Ten Year Bond Breakout!
Borrowing costs are going up, and this chart says they’re going up a lot – like 200 basis points within the next year or so on mortgages and 10yr Treasuries.
Key to the thesis of Bernanke (and essentially everyone else) that this “V-shaped” recovery could take hold and be sustainable – instead of being a false dawn – is the premise that mortgage rates would behave.
Bernanke’s thesis, in fact was that he could cap 30 year money at 4% or less to prevent home price devaluation.
Well, now the 10 year bond is back where it was before the collapse. That’s good, right? Well, not really – because it means that 30 year money (mortgages) will start backing up shortly and prices on existing Fannie and Freddie (along with other long-duration) paper will start falling.
The target on this breakout of the inverted head-and-shoulders is 6% on the ten year treasury, and approximately 7% on 30 year mortgages. As of today’s pricing (about 5% on that same money) we can back into the home price impact quite simply; the hypothetical $200,000 house will be devalued to $161,644.55.
That is, the same payment that today pays down a $200,000 mortgage will only pay down a $161,644.55 one.
The time on the full expression of this target is one to two years hence, although it can occur sooner. The reliability of this sort of pattern is extremely high, and remains valid conditionally even with a drop back to 3%, and is not invalidated unless the ten year were to get down to 2.03%. Neither is likely.
The entire premise of the so-called “recovery” not only requires stabilization of the housing market but a resumption in home price appreciation. With the cost of mortgage money nearly-certain to rise toward the 7% range over the next year this is simply impossible.
The market will not ignore this for long, once it begins to express itself in actual rates and prices – and it will.
If you’re one of the trapped underwater homeowners who as of today has an opportunity to short-sale your house, take it – while it still is available.
Consider that The Fed is holding a literal trillion of this paper which is likely to come under extreme valuation pressures as rates back up.
Additionally, the sentiment in the market today is positively giddy – those who claim that retail is “not in” need to look at the ISE index, which hit an all time high today. That’s all retail call buyers – they sure are “in”, and now the shears can come out of the drawer.
Parabolic moves like this always go further than you’d expect or believe possible. But the math always wins, and the sort of rate environment we’re seeing now is quite similar to what happened in 1987.
No, this is not predicting a 1987-style crash – at least not today or tomorrow. But with both rates and oil headed up hard the effective tax this presents to the economy is going to hit home immediately and hard, with no evidence that this very same backup in oil is in commodities generally (look at wheat lately?)
That’s not inflation, it’s financial speculation in a blow-off top.
Real job creation and a healthier economy? We’ll see.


**What this task involves**
Reproduce the records below exactly, leaving out any pictures.
------ Recorded information
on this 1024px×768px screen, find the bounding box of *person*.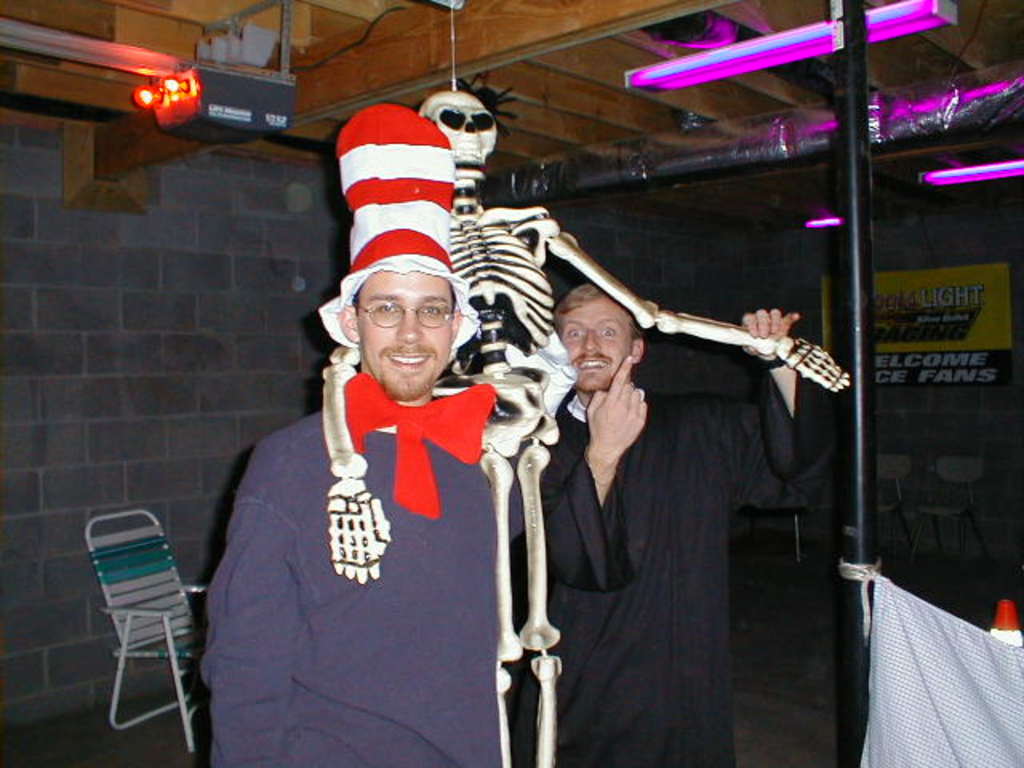
Bounding box: 509, 285, 800, 766.
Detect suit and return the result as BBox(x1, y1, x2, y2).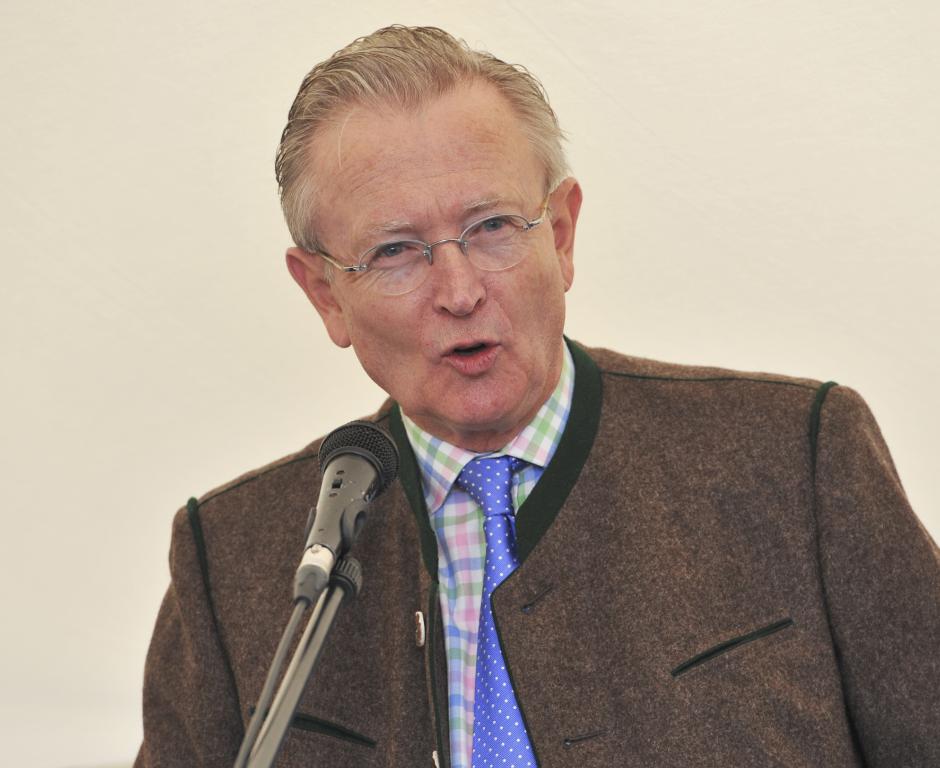
BBox(212, 323, 915, 747).
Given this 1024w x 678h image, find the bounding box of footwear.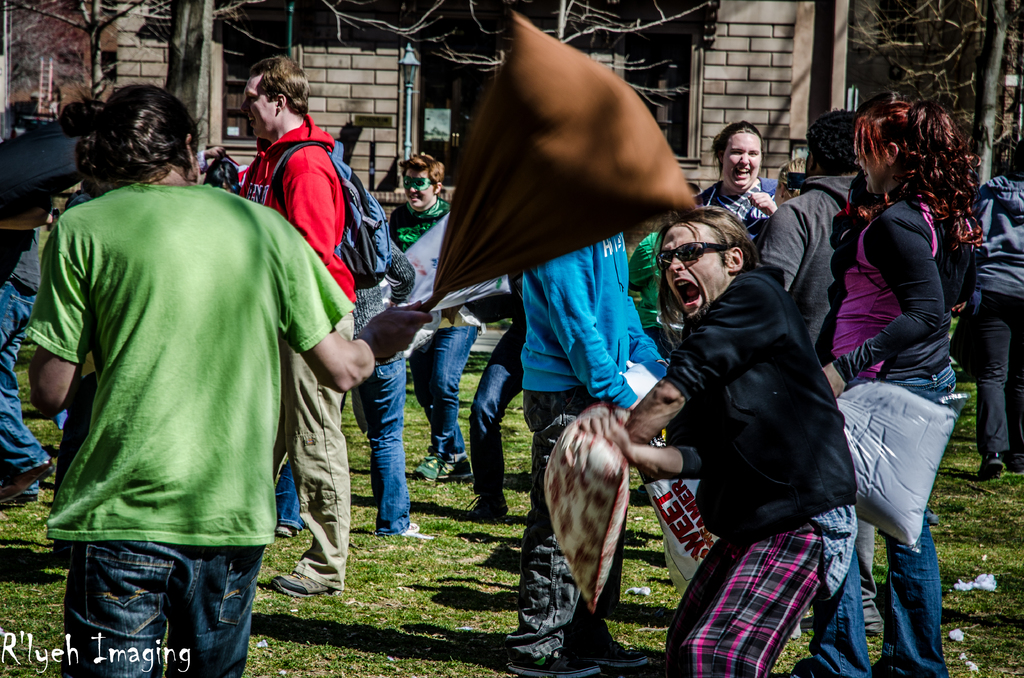
415 445 435 480.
------------
**Response below**
on this 1024px×768px screen, find the bounding box of *person*.
Bounding box: 509, 285, 800, 766.
Detect suit and return the result as BBox(x1, y1, x2, y2).
BBox(212, 323, 915, 747).
Given this 1024w x 678h image, find the bounding box of footwear.
415 445 435 480.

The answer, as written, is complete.